The veteran's claim for an increased rating for service-connected postoperative residuals of fracture of C-3, with neuropathy, was granted in March 1998, effective from November 18, 1996. The effective date is now set to January 6, 1995.
The deciding factor: The medical evidence showed that the veteran's left extremity radiculopathy was attributed to intrascapular pain and stress, rather than his service-connected cervical spine disability.
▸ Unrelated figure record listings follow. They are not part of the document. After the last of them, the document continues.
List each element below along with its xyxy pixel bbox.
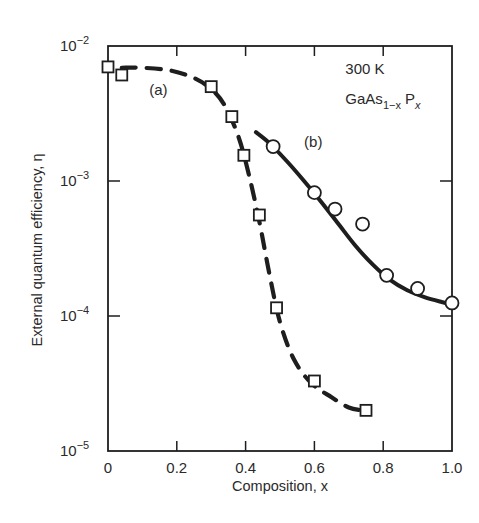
- y-axis-label: External quantum efficiency, η: [29, 154, 45, 347]
- circle-marker: [446, 296, 459, 309]
- y-tick-label: 10−4: [60, 304, 89, 324]
- square-marker: [116, 69, 127, 80]
- square-marker: [254, 209, 265, 220]
- annotation-label: (a): [149, 81, 167, 98]
- square-marker: [271, 302, 282, 313]
- y-axis-ticks: 10−210−310−410−5: [60, 34, 452, 459]
- circle-marker: [411, 282, 424, 295]
- circle-marker: [380, 269, 393, 282]
- y-tick-label: 10−3: [60, 169, 89, 189]
- dashed-curve-a: [122, 68, 363, 411]
- annotation-label: (b): [304, 133, 322, 150]
- solid-curve-b: [256, 132, 452, 304]
- square-marker: [206, 81, 217, 92]
- annotation-label: 300 K: [345, 60, 384, 77]
- x-tick-label: 0.8: [373, 459, 394, 476]
- x-tick-label: 0: [104, 459, 112, 476]
- fit-curves: [122, 68, 452, 411]
- square-marker: [309, 376, 320, 387]
- x-tick-label: 1.0: [442, 459, 463, 476]
- y-tick-label: 10−2: [60, 34, 89, 54]
- square-marker: [361, 405, 372, 416]
- data-markers: [103, 61, 459, 415]
- x-tick-label: 0.4: [235, 459, 256, 476]
- square-marker: [103, 61, 114, 72]
- circle-marker: [308, 186, 321, 199]
- square-marker: [226, 111, 237, 122]
- square-marker: [238, 150, 249, 161]
- circle-marker: [329, 203, 342, 216]
- x-axis-label: Composition, x: [232, 478, 329, 494]
- circle-marker: [267, 140, 280, 153]
- annotation-label: GaAs1−x Px: [345, 90, 421, 111]
- annotations: 300 KGaAs1−x Px(a)(b): [149, 60, 421, 150]
- chart: 00.20.40.60.81.0 10−210−310−410−5 300 KG…: [0, 0, 479, 523]
- x-axis-ticks: 00.20.40.60.81.0: [104, 46, 463, 476]
- y-tick-label: 10−5: [60, 439, 89, 459]
- x-tick-label: 0.2: [166, 459, 187, 476]
- x-tick-label: 0.6: [304, 459, 325, 476]
- circle-marker: [356, 218, 369, 231]
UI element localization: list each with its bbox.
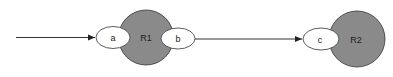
port-b-label: b <box>175 34 180 44</box>
port-b: b <box>161 28 195 49</box>
port-a: a <box>96 27 130 49</box>
region-r2-label: R2 <box>350 35 362 45</box>
port-c-label: c <box>318 35 323 45</box>
port-c: c <box>303 28 339 50</box>
diagram-canvas: R1 a b R2 c <box>0 0 393 77</box>
region-r1-label: R1 <box>140 33 152 43</box>
port-a-label: a <box>110 33 115 43</box>
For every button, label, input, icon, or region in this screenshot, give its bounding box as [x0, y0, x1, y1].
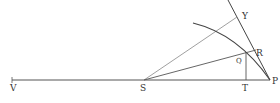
diagram-canvas: V S T P Q R Y — [0, 0, 280, 103]
line-SY — [144, 17, 237, 80]
line-SR — [144, 50, 256, 80]
label-R: R — [256, 48, 263, 58]
label-V: V — [9, 83, 17, 93]
label-P: P — [272, 76, 278, 86]
label-Q: Q — [236, 57, 242, 65]
label-T: T — [242, 83, 248, 93]
tangent-line-PY — [228, 0, 270, 80]
label-S: S — [140, 83, 146, 93]
label-Y: Y — [241, 11, 249, 21]
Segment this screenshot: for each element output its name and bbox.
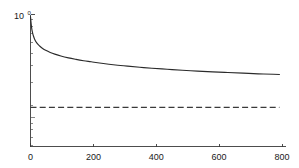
- y-axis-tick-label-mantissa: 10: [14, 11, 24, 21]
- x-axis-tick-label-3: 600: [212, 152, 227, 162]
- x-axis-tick-labels: 0 200 400 600 800: [28, 152, 290, 162]
- x-axis-ticks: [31, 143, 283, 147]
- axis-spines: [31, 15, 286, 147]
- x-axis-tick-label-1: 200: [86, 152, 101, 162]
- x-axis-tick-label-0: 0: [28, 152, 33, 162]
- x-axis-tick-label-2: 400: [149, 152, 164, 162]
- x-axis-tick-label-4: 800: [274, 152, 289, 162]
- series-decay-curve: [31, 17, 280, 75]
- chart-figure: 10 0: [0, 0, 299, 168]
- y-axis-tick-label-group: 10 0: [14, 10, 32, 22]
- semilog-plot: 10 0: [0, 0, 299, 168]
However, the January 14, 1995 VA examination report, together with the January 6, 1995 private EMG (electromyograph) report, clearly attribute some denervation and resultant neurological involvement to the service-connected cervical spine disability.
- Claimed conditions
- postoperative residuals of fracture of C-3, neuropathy
- How they argued it
- Direct service connection
- Exposure basis
- None
- Rating assigned
- 60%
- Decision date
- June 7, 2000
- Citation
- 0015019
This is a plain-language summary generated by AI from a public Board of Veterans’ Appeals decision. It can contain errors — always verify against the original. Look up the original decision on VA.gov (opens in a new tab) using citation 0015019.
What this means for you
A grant means the Board agreed the veteran was entitled to the benefit. Decisions like this show the kind of evidence and arguments that tend to succeed for claims like it.